Residents: Do what’s best for children
Published 12:00 am Sunday, November 7, 1999
Natchez residents agree the community needs to do what is best for its children.
That includes opening Braden School, on Homochitto Street, as a fifth elementary school.
&uot;I’m for it 100 percent if it would releave some of the overcrowding in the schools,&uot;&160;said Eva Dunkley of the NAACP.
But a solution to overcrowding is not as easy as opening another school.
Federal Judge William Barbour issued a 1989 court order, after a group of Natchez residents complained that Natchez schools were not properly integrated.
The order prohibits the district from opening or closing any school without permission.
The order caused crowding at several schools but insured a more evenly balanced racial mix of students.

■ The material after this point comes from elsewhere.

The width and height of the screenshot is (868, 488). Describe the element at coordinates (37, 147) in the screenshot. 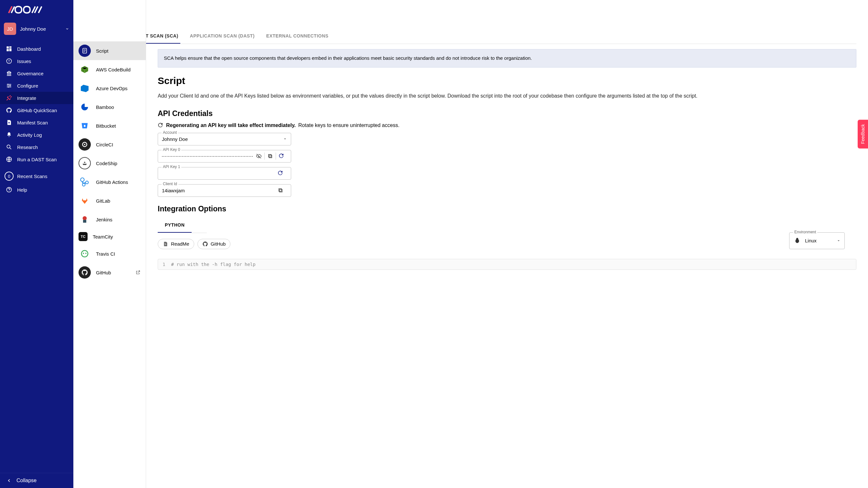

Dunkley said as long as zoning is done properly, she still thinks the idea is good.
&uot;I don’t have a problem with it as long as kids are not hand-picked to go to a certain school,&uot; Dunkley said. &uot;I’ m always going to support the school system as long as whatever decision is made is going to help all the children.&uot;
Right now, the Natchez-Adams School District operates two primary schools and two upper elementary schools.
The district would like to turn Braden and four other schools, West, Frazier, Morgantown and McLaurin into K-6 schools.
This plan should reduce overcrowding at Morgantown and McLaurin, both of which have hundreds more students than they were designed to hold.
&uot;All the advantages are for the children, if we could open up another building,&uot;&160;said Mary Kate Garvin, Assistant Superintendent of Elementary Education.
In smaller schools, the staff can get to know the students better and discipline problems decrease, Garvin added.
Mary Woods, a third-grade teacher at Morgantown, also thinks the district should open a new school.
Woods has worked at Morgantown 11-years and has seen firsthand overcrowding problems.
More than 1100 students attend Morgantown. This makes it impossible for&160;Woods to know even all the third-graders at the school.
&uot;They all know me, but I don’t know them,&uot; Woods said. &uot;Children like to be known. They like to be called by their names.&uot;
She supports the district’s idea to reopen Braden.
&uot;I don’t see anything wrong with it as long as it means a better education for the children,&uot; Woods said. &uot;And that’s my main objective.&uot;
She also thinks the community needs to rally around the school district.
&uot;I don’t think the city as a whole or the county as a whole takes an interest in our children,&uot; Woods said.